Monday, Jan. 11, 1971
It was a farewell, but the theater was filled with "hellos." In the rear of the orchestra, watching the final curtain ring down on Hello, Dolly! was the original Dolly, Carol Charming, who opened the show on Jan. 16, 1964. Hello, Dolly! went on to become Broadway's longest-running musical, with 2,844 performances (My Fair Lady is second with 2,717). Channing was followed in Dolly's role by Ginger Rogers, Martha Raye, Betty Grable, Pearl Bailey, Phyllis Diller and, finally, by Ethel Merman, who belted out the final hellos last week and then took the final curtain calls. "I feel sad and happy," said Ethel, "it's a bittersweet ending."
Rumors of a royal rift between Princess Margaret and her photographer husband of ten years, Lord Snowdon, blossomed again last week. In her Washington Post column, Maxine Cheshire reported that "Snowdon is the one, according to informed sources, who is insisting upon freedom. On recent trips to New York he has been taking out a Vogue magazine staffer." That was enough to shake Buckingham Palace, which ordinarily maintains a stony silence in the face of gossip about the royal family. "No, it's simply not true," retorted the Princess's press secretary. Lord Snowdon's private secretary was more equivocal. "I do admire the Americans," she said, "but they are naughty."

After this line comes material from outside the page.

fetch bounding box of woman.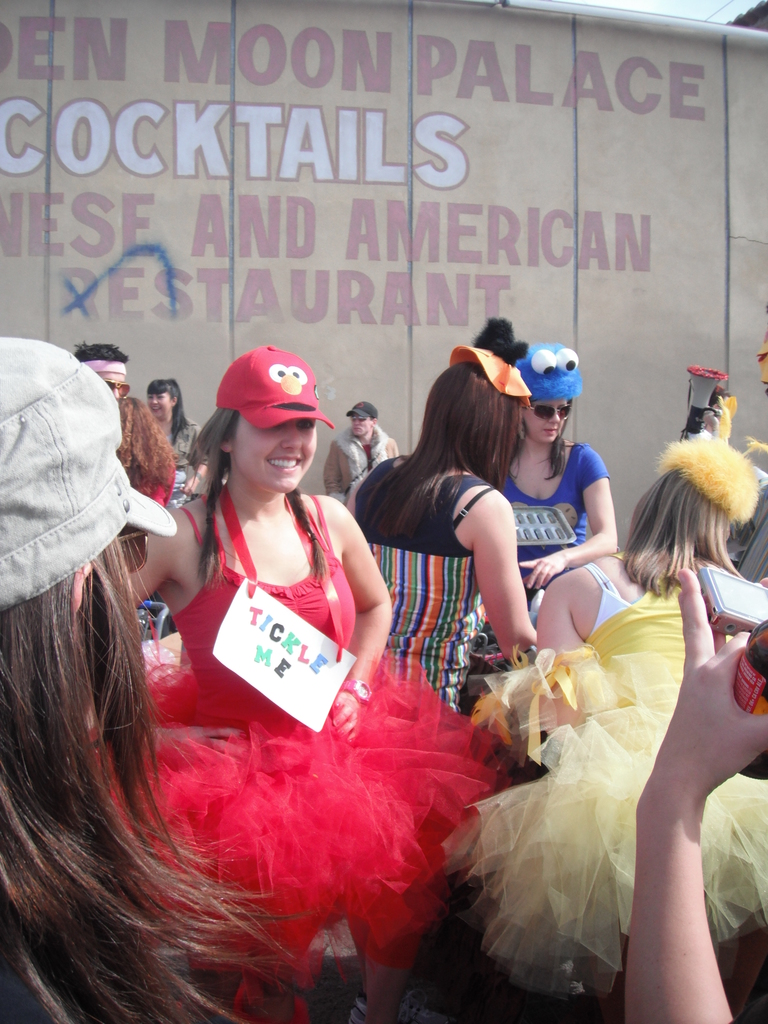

If words were punches, it would have been a real donnybrook. But the exchanges that took place between Muhammad All and World Heavyweight Champion Joe Frazier when they met to sign for their March 8 championship fight were strictly verbal. Frazier was contributing little to the buildup of the fight, Ali said, because "Joe Frazier never wrote no poems, never did no shuffles and never did no predicting. He don't look like a champion, he's flatfooted, he's got no rhythm and he ain't even pretty." Retorted Frazier: "Shut up, will you. Somebody call a doctor. I don't want him to have a heart attack." Frazier had reason to be concerned. If the bout is held as scheduled, each fighter will receive a fee of $2.5 million.
Alert and active as ever, Cellist Pablo Casals celebrated his 94th birthday in San Juan, P.R., by joining Violinist Alexander Schneider and Pianist Mieczyslaw Horszowski in a performance of Mendelssohn's Piano Trio in D Minor. Rhapsodized Schneider: "Don Pablo played it as beautifully as he did ten years ago--no, 40 years ago." Later, at the official mansion of Puerto Rico Governor Luis Ferre, it was Casals' turn to hear other musicians give a recital in his honor. "It was all wonderful music," he said. Casals was eminently qualified to be a critic; included in the selections were Poeme, an elegy he wrote in 1935, and Reverie, which he composed when he was only 20 years old.
No director could have elicited the look of pride on the veteran actor's face as he hugged his son during a break on the Hollywood set. John Ethan Wayne, 8, had just stolen a scene during the filming of The Million-Dollar Kidnaping in the role of grandson to his real father, John Wayne, 63, and Actress Maureen O'Hara. Said Richard Boone, cast as the leader of the bandits who kidnap the boy: "Duke, you and I know acting's hard, but nobody told the boy--he just went in there and did it."
The face had not been seen lately in first-run moviehouses, and the figure was more svelte than in recent memory. Still, there was no mistaking the identity of the female lead in the glare of the klieg lights at Shepperton Studios near London. Ten pounds lighter and back in front of the cameras after an absence of nearly two years, Elizabeth Taylor is currently filming Zee and Co. with Co-Star Michael Caine. "The unfortunate thing is I enjoy acting, but I'm slothful," said Elizabeth between takes. "I'm so bloody lazy. I think I should retire. I should quit and raise cats." But would that be enough to support the family autos? The Shepperton Studios parking lot is enhanced these days by a green Rolls-Royce belonging to Liz, a black one owned by Caine--and a white model registered in the name of Richard Burton, who was in London filming Villain.
When Tennessee Williams stepped off the S.S. President Wilson last week after a three-month Pacific cruise, he had a scoop for the San Francisco Chronicle: he had just completed his last "long play," "a tragedy with humor" about "alienation." But from now on, he vowed, his work "is going to reflect the society around me"--particularly the new family structures. "I don't think I could live in a commune myself, or even what they call a 'triangular' marriage--you know, one guy with two chicks. I'm too jealous by nature." As for allotting his time, he declared: "I've done 90% of the work I'm going to do. Mostly I'm just going to take sea trips."